* [Collected data entries]
###

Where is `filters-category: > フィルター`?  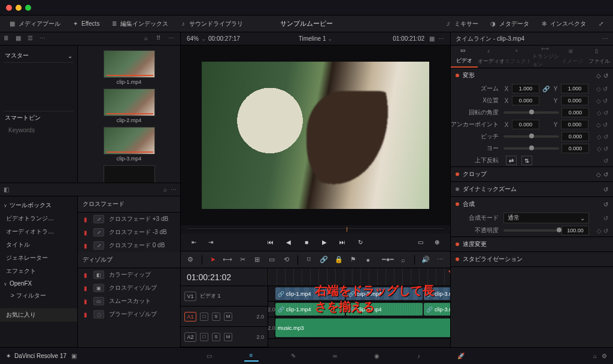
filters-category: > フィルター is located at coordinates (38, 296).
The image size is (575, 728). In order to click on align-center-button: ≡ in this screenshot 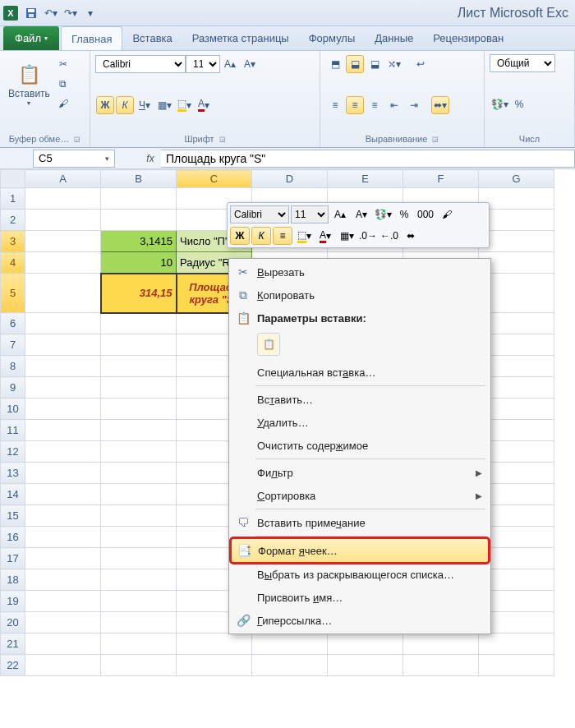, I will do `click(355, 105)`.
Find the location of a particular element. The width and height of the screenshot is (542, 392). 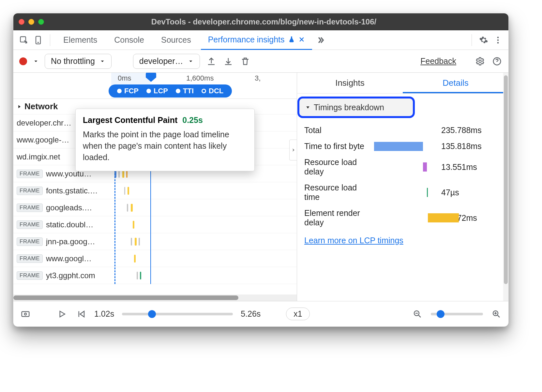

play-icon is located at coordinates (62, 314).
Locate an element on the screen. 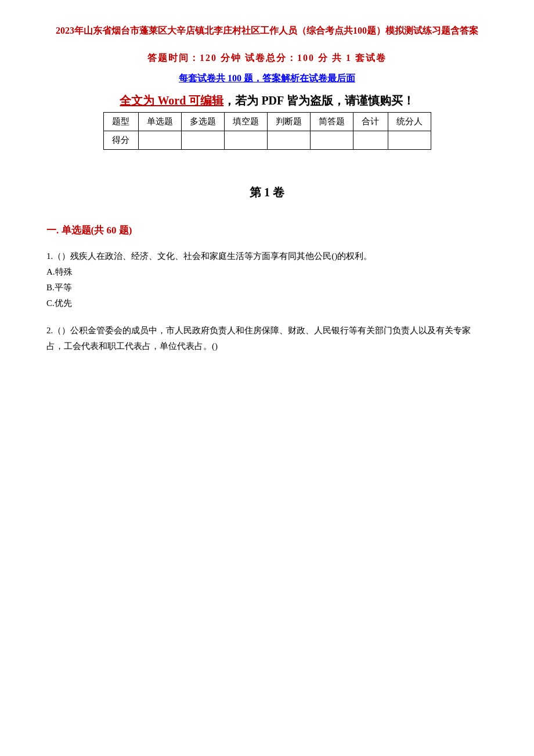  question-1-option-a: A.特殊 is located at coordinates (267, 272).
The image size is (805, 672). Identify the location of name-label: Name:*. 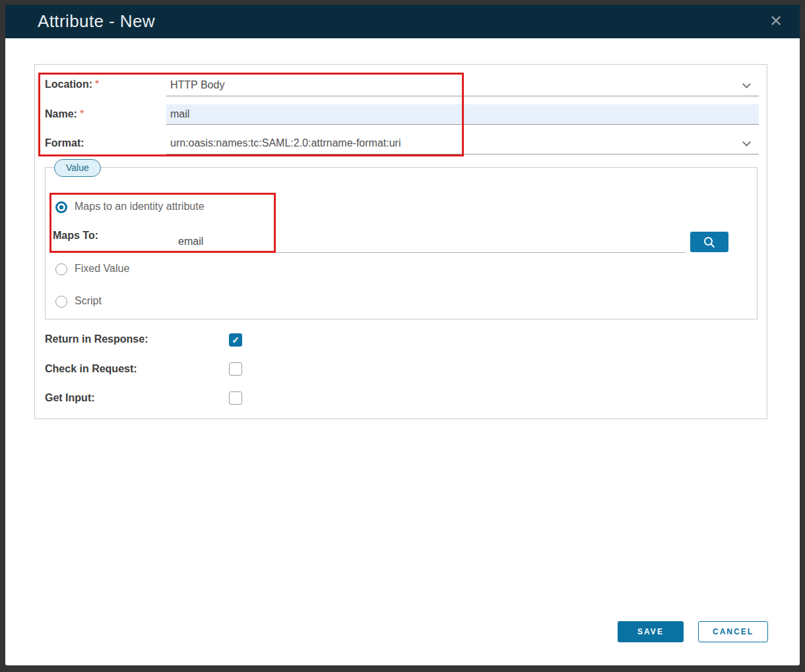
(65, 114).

###

* [Task requirements]
Return the line containing "The image size is (805, 672)." and every line after it through the end of the records above, exactly and nothing else, but not the pictures.

* [Exercise response]
The image size is (805, 672). Identify the location of name-label: Name:*. 
(65, 114).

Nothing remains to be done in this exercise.